Imagine the high-glitz criminal world of Ocean's Eleven turned on its head and dumped in the grimy Cleveland suburb of Collinwood.
There's a confident gang planning a heist... but they're anything but high-gloss mastermind Danny Ocean and his hand-picked band of professionals.
The target isn't a hi-tech subterranean casino vault beneath the glittering Las Vegas strip... it's a pre-war safe on the second floor of a grubby pawnbrokers.
Flopped amateur boxer Pero (Rockwell) is the self-styled kingpin leading a posse that includes frustrated artist Riley (Macy) and redundant serial small-time crook Toto (Michael Jeter).
They're not the most able of henchmen - single dad Riley always has his baby on his hands while he works out how get $1,000 to spring his wife from jail.

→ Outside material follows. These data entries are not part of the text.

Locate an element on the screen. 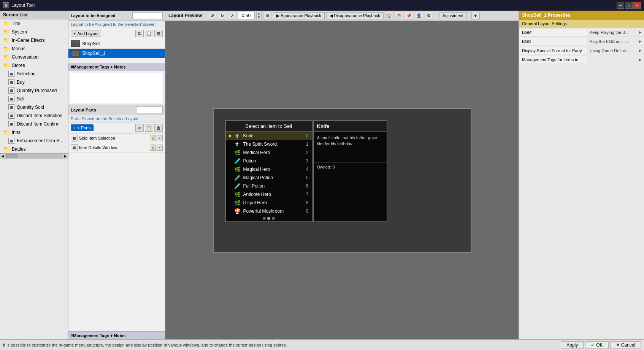 This screenshot has width=644, height=350. sidebar-item-discard-selection: ▦ Discard Item Selection is located at coordinates (34, 116).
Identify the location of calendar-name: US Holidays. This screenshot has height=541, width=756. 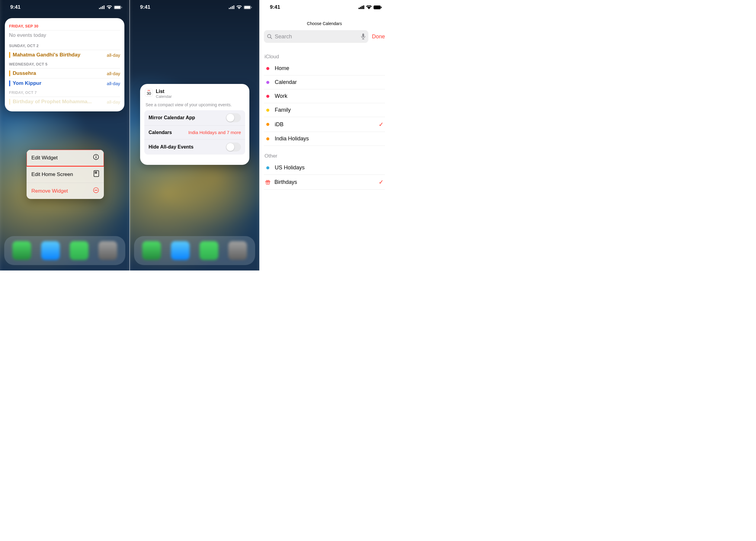
(329, 168).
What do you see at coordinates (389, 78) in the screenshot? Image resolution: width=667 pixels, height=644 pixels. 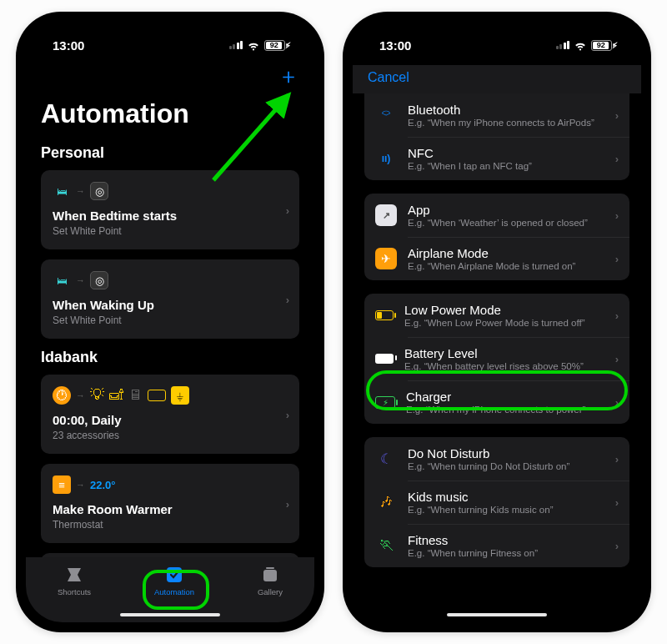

Toto is hardly aware of what day it is and suspiciously fires off questions like: "How did you know I was here?" only to be met with "Because you live here.
"
Joining them are the slickly desperate Leon (Isaiah Washington) and half-hearted Italian gigolo Basil (Andrew Davoli).
Also mixed up in the plot are Rosalind (Patricia Clarkson), whose petty thief boyfriend Cosimo (Guzman) discovered the dream job - or "Bellini" as local parlance has it.
First-time writers Joe and Anthony Russo have come up with a genuinely appealing comedy that neatly pulls off the trick of balancing belief and desperation.
Clooney, who played the smooth heistmeister in Ocean's Eleven, couldn't be further from that role as a wheelchair-bound veteran safecracker with paranoid leanings.
It's a small film... but it packs a big punch, with fully-rounded characters, delightful plot quirks and a general air of hapless optimism that is anything but justified.
Director Soderbergh and his leading man Clooney should be proud of what they have created... an Ocean's Eleven for the dispossessed.